Tagging along with Frank and His Friend

 Curio & Co. looks at classic newspaper comic Frank and His Friend

You might be a couple of minutes late to the party, but you haven’t missed any of the action.

One of my favorite things about Frank and His Friend is how open the storylines are. You often get the feeling that you’re just coming in on the middle of the action.

Artist Clarence ‘Otis’ Dooley often drew panels in such a way that the scene or the dialog hinted at what came before, but didn’t provide you with a complete picture. Like a snapshot, rather than a home movie.

Dooley didn’t always explain exactly what Frank and his Friend were up to, because those details just weren’t always important. Why, or how, a kid might have built an enormous pile of rocks was less important than how that task might have made a kid feel: enormously proud. Through these small moments of feeling, Dooley allowed us to fill in our own stories from childhood and remember the joy or exhilaration or even pride from those moments.

And I suppose, it was the feeling rather than the plot that appealed to Dooley most.

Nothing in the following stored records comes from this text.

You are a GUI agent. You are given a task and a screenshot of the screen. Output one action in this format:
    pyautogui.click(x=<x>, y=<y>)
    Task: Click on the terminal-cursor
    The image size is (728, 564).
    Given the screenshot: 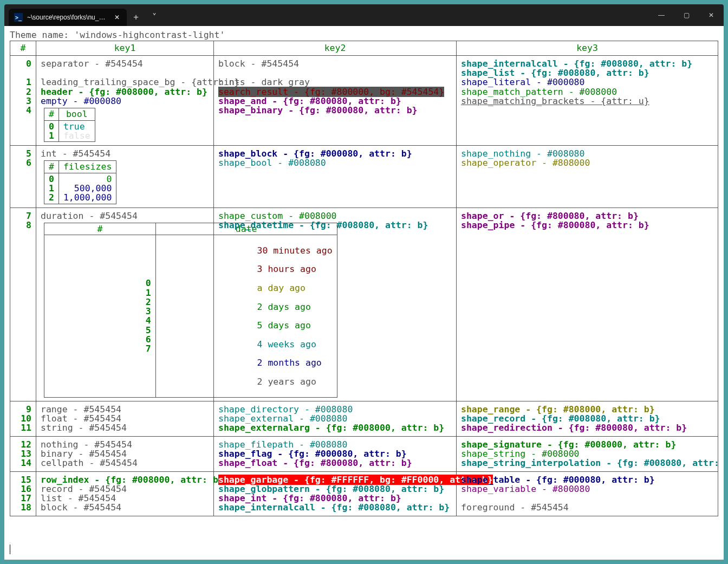 What is the action you would take?
    pyautogui.click(x=10, y=549)
    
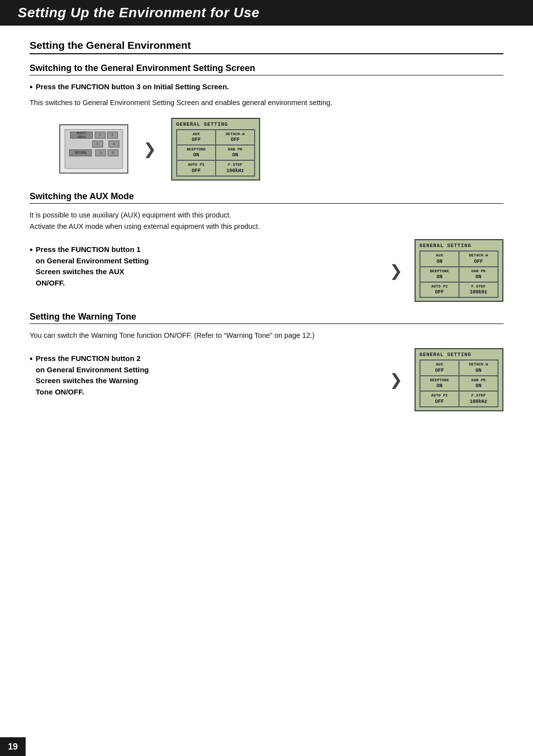 The width and height of the screenshot is (533, 756). Describe the element at coordinates (196, 137) in the screenshot. I see `lcd-cell-aux-1: AUX OFF` at that location.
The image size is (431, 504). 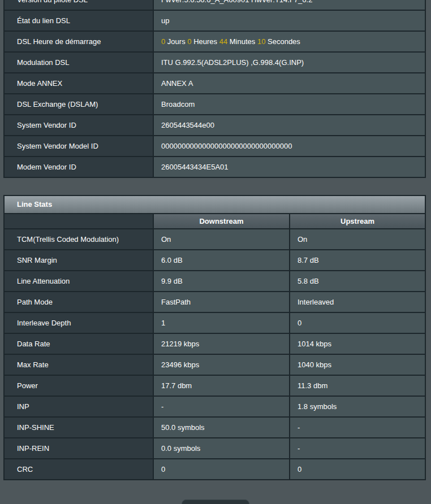 I want to click on table-row: Data Rate21219 kbps1014 kbps, so click(x=215, y=344).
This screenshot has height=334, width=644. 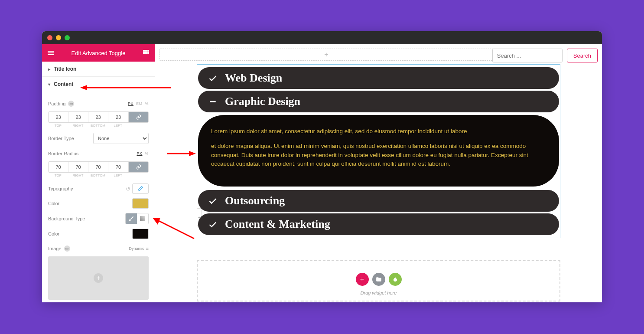 I want to click on accordion-body-p1: Lorem ipsum dolor sit amet, consectetur …, so click(x=379, y=131).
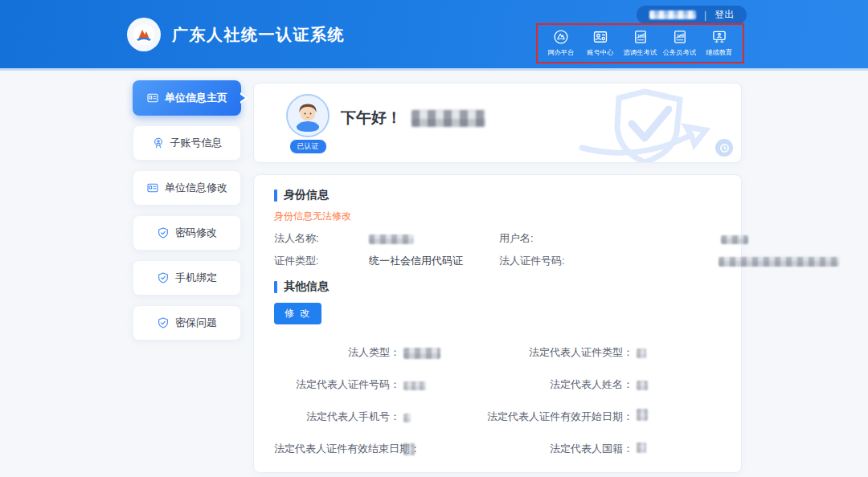  What do you see at coordinates (196, 323) in the screenshot?
I see `sidebar-item-label: 密保问题` at bounding box center [196, 323].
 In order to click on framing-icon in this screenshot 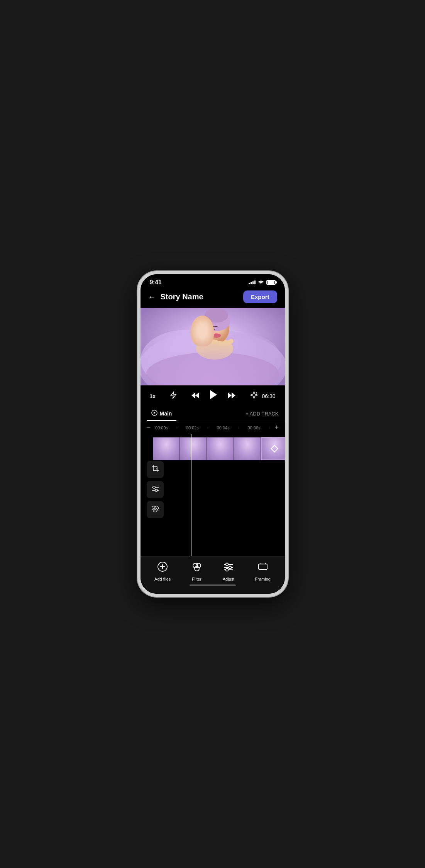, I will do `click(263, 568)`.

After all, kids build rock piles for the same reason people climb mountains: because they’re there.

So whether or not you did all the same things as a kid that Frank and his Friend did (I’m disappointed, for example, that I never thought to use a plunger as an arrow with a bow), you can always relate to the feelings. How pleased with yourself would you have been to build an enormous pile of rocks? You’d just have to show someone.